In a recent report published by the Investment Strategy Group in the Investment Management Division of Goldman Sachs Group (NYSE:GS) for its High Net Worth investor clients, Sharmin Mossavar-Rahmani and Brett Nelson offered the following assessment of the current economic climate and the likelihood of a recession:
We believe the probability of a US recession will continue to be low for the next two years owing to: continuing favorable monetary policy; favorable fiscal policy as a result of the Tax Cuts and Jobs Act of 2017; an absence of imbalances that have led to some past recessions; and structural factors that support longer recoveries and shallower boom-and-bust cycles.
Although we are now nine years into a bull market, there is little evidence, at least from the perspective of top investors and economists that market fundamentals warrant selling assets in anticipation of a severe market correction. This is welcome news for cryptocurrency investors, as a significant market correction followed by a recession would likely cause these investors to sell these highly appreciated assets, depressing prices and perhaps leading to a rush to the exits.
Mossavar-Rahmani and Nelson added:
We recommend that clients stay invested in equities notwithstanding currently high valuations and the constant cascade of warnings that we are in an equity bubble. We also recommend clients maintain a strategic overweight to US assets for the long run, and enhance the returns of their portfolio by taking advantage of tactical opportunities in stocks, bonds, and currencies.
While they did not recommend cryptocurrency in their asset allocation advice to clients, the advice to buy and hold despite volatility and frothy valuations are of equal relevance to investors and speculators in digital currency.
Consumer interest in bitcoin and other digital currencies reached new heights in 2017, as bitcoin easily established itself as the best performing financial asset of the year, eclipsing the performance of other major indices. At the end of 2017, the Dow Jones Industrial Average finished up 25%, gold ended the year up 13%, but both watched from the sidelines as bitcoin increased by 1318% – from a low of $766 to a high of $19,843 in late December.
While bitcoin quickly retreated from those December highs – a victim of inevitable profit taking and aggressive posturing by global regulators and institutional interests hostile to a decentralized economic system – it is premature to call an end to the cryptocurrency’s growth trajectory.
In any revolution, there are winners and losers and it is inevitable that some of the companies which have recently become household names might one day be relegated to a footnote in an economics textbook. The future of blockchain technology and its mainstream acceptance may be in its practical application and how the funding can be used to further other ventures.
For examples of how companies are applying blockchain technology to more “down to earth” endeavors, one can look to NagriTech, an organic agricultural company focusing on improving crop yields in developing markets, which is launching a cryptocurrency token to facilitate financial transactions in countries where high inflation and currency devaluations make it particularly difficult for farmers and producers to secure credit. “Our Nagri project is working to develop and produce an organic composite formulation of microelements and antioxidants to stimulate plant growth and this project is funded by its cryptocurrency offering planned for February 2018,” explains Yevgeniy Kozarenko, CEO of NagriTech.
Also, Eastman Kodak Co. (NYSE:KODK) Co., a company founded 129 years ago, when text messages were sent by horseback and photo sharing required a courier service, is finding a way to reinvent itself in the digital age with its new blockchain venture. The KODAKOne image rights management platform will create an encrypted, digital ledger of rights ownership for photographers to register both new and archive work that they can then license within the platform. KODAKCoin allows participating photographers to take part in a new economy for photography, receive payment for licensing their work immediately upon sale, and sell their work on a secure blockchain platform.
Despite recent volatility on the cryptocurrency sector, there are many who see more growth ahead in the cryptocurrency sector. Kay Van-Petersen, an analyst at Saxo Bank, expects bitcoin to hit between $50,000 and $100,000 in 2018 -- buoyed by the introduction of futures contracts to trade digital currency. The recent losses did not cause him to back off from his optimistic projections, “you could argue we have had a proper correction in bitcoin, it has had a 50 percent pull back at one point, which is healthy.”
Michael Novogratz, the former fund manager at Fortress Investment Group believes that Bitcoin could hit $40,000 by the end of 2018 and other, even more optimistic projections abound from other sophisticated investors.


Copy the listing out in full. Keep every word as it is.

┌──

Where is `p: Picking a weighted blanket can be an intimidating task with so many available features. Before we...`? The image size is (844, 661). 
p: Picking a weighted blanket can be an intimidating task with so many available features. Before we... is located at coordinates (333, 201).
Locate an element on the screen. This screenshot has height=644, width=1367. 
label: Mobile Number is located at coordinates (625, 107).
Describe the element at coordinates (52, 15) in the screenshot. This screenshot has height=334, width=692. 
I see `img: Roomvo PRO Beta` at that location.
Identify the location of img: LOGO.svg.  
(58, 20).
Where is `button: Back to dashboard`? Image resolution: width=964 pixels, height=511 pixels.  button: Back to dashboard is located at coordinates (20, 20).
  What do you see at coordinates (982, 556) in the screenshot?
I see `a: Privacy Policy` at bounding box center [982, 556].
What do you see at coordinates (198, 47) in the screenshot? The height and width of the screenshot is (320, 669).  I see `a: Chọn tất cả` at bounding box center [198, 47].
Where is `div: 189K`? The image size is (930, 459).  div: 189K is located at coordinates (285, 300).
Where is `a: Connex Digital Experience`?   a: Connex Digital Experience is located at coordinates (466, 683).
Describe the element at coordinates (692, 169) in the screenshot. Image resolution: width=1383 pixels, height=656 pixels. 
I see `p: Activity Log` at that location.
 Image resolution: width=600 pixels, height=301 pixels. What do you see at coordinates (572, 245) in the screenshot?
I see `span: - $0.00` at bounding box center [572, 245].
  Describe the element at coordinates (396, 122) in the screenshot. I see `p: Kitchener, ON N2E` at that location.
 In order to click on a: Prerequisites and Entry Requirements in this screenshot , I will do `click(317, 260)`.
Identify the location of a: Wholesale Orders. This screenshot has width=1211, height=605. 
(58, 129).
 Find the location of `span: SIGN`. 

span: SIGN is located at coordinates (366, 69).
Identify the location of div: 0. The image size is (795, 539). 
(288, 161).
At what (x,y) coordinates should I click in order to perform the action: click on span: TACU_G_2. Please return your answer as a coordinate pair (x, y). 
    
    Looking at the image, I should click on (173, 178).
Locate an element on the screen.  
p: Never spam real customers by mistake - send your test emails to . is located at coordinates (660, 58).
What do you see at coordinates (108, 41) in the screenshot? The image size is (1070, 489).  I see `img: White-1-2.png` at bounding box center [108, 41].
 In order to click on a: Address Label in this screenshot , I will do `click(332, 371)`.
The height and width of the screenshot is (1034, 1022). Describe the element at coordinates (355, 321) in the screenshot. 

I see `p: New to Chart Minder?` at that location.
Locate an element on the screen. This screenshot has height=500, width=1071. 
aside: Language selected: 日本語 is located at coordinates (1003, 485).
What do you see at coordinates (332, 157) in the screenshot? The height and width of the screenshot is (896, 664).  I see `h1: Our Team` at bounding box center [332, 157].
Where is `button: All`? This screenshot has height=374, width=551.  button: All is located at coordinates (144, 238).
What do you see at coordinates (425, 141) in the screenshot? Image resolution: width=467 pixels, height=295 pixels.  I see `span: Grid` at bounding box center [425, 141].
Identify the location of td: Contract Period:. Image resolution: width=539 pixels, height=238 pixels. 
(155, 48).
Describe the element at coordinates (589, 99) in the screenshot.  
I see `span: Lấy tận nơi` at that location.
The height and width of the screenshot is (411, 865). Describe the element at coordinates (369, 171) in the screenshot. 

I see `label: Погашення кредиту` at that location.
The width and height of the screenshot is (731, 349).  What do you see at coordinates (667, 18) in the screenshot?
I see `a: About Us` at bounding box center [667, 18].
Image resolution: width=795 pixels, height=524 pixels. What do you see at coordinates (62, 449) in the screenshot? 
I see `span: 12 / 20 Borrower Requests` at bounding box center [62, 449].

└──

§ Your solution
Where is `p: Picking a weighted blanket can be an intimidating task with so many available features. Before we...`? The image size is (844, 661). 
p: Picking a weighted blanket can be an intimidating task with so many available features. Before we... is located at coordinates (333, 201).
Locate an element on the screen. This screenshot has height=644, width=1367. 
label: Mobile Number is located at coordinates (625, 107).
Describe the element at coordinates (52, 15) in the screenshot. This screenshot has height=334, width=692. 
I see `img: Roomvo PRO Beta` at that location.
Identify the location of img: LOGO.svg.  
(58, 20).
Where is `button: Back to dashboard`? Image resolution: width=964 pixels, height=511 pixels.  button: Back to dashboard is located at coordinates (20, 20).
  What do you see at coordinates (982, 556) in the screenshot?
I see `a: Privacy Policy` at bounding box center [982, 556].
What do you see at coordinates (198, 47) in the screenshot? The height and width of the screenshot is (320, 669).  I see `a: Chọn tất cả` at bounding box center [198, 47].
Where is `div: 189K`? The image size is (930, 459).  div: 189K is located at coordinates (285, 300).
Where is `a: Connex Digital Experience`?   a: Connex Digital Experience is located at coordinates (466, 683).
Describe the element at coordinates (692, 169) in the screenshot. Image resolution: width=1383 pixels, height=656 pixels. 
I see `p: Activity Log` at that location.
 Image resolution: width=600 pixels, height=301 pixels. What do you see at coordinates (572, 245) in the screenshot?
I see `span: - $0.00` at bounding box center [572, 245].
  Describe the element at coordinates (396, 122) in the screenshot. I see `p: Kitchener, ON N2E` at that location.
 In order to click on a: Prerequisites and Entry Requirements in this screenshot , I will do `click(317, 260)`.
Identify the location of a: Wholesale Orders. This screenshot has width=1211, height=605. 
(58, 129).
 Find the location of `span: SIGN`. 

span: SIGN is located at coordinates (366, 69).
Identify the location of div: 0. The image size is (795, 539). 
(288, 161).
At what (x,y) coordinates should I click in order to perform the action: click on span: TACU_G_2. Please return your answer as a coordinate pair (x, y). 
    
    Looking at the image, I should click on (173, 178).
Locate an element on the screen.  
p: Never spam real customers by mistake - send your test emails to . is located at coordinates (660, 58).
What do you see at coordinates (108, 41) in the screenshot? The image size is (1070, 489).  I see `img: White-1-2.png` at bounding box center [108, 41].
 In order to click on a: Address Label in this screenshot , I will do `click(332, 371)`.
The height and width of the screenshot is (1034, 1022). Describe the element at coordinates (355, 321) in the screenshot. 

I see `p: New to Chart Minder?` at that location.
Locate an element on the screen. This screenshot has height=500, width=1071. 
aside: Language selected: 日本語 is located at coordinates (1003, 485).
What do you see at coordinates (332, 157) in the screenshot? The height and width of the screenshot is (896, 664).  I see `h1: Our Team` at bounding box center [332, 157].
Where is `button: All`? This screenshot has height=374, width=551.  button: All is located at coordinates (144, 238).
What do you see at coordinates (425, 141) in the screenshot? Image resolution: width=467 pixels, height=295 pixels.  I see `span: Grid` at bounding box center [425, 141].
Identify the location of td: Contract Period:. Image resolution: width=539 pixels, height=238 pixels. 
(155, 48).
Describe the element at coordinates (589, 99) in the screenshot.  
I see `span: Lấy tận nơi` at that location.
The height and width of the screenshot is (411, 865). Describe the element at coordinates (369, 171) in the screenshot. 

I see `label: Погашення кредиту` at that location.
The width and height of the screenshot is (731, 349).  What do you see at coordinates (667, 18) in the screenshot?
I see `a: About Us` at bounding box center [667, 18].
Image resolution: width=795 pixels, height=524 pixels. What do you see at coordinates (62, 449) in the screenshot? 
I see `span: 12 / 20 Borrower Requests` at bounding box center [62, 449].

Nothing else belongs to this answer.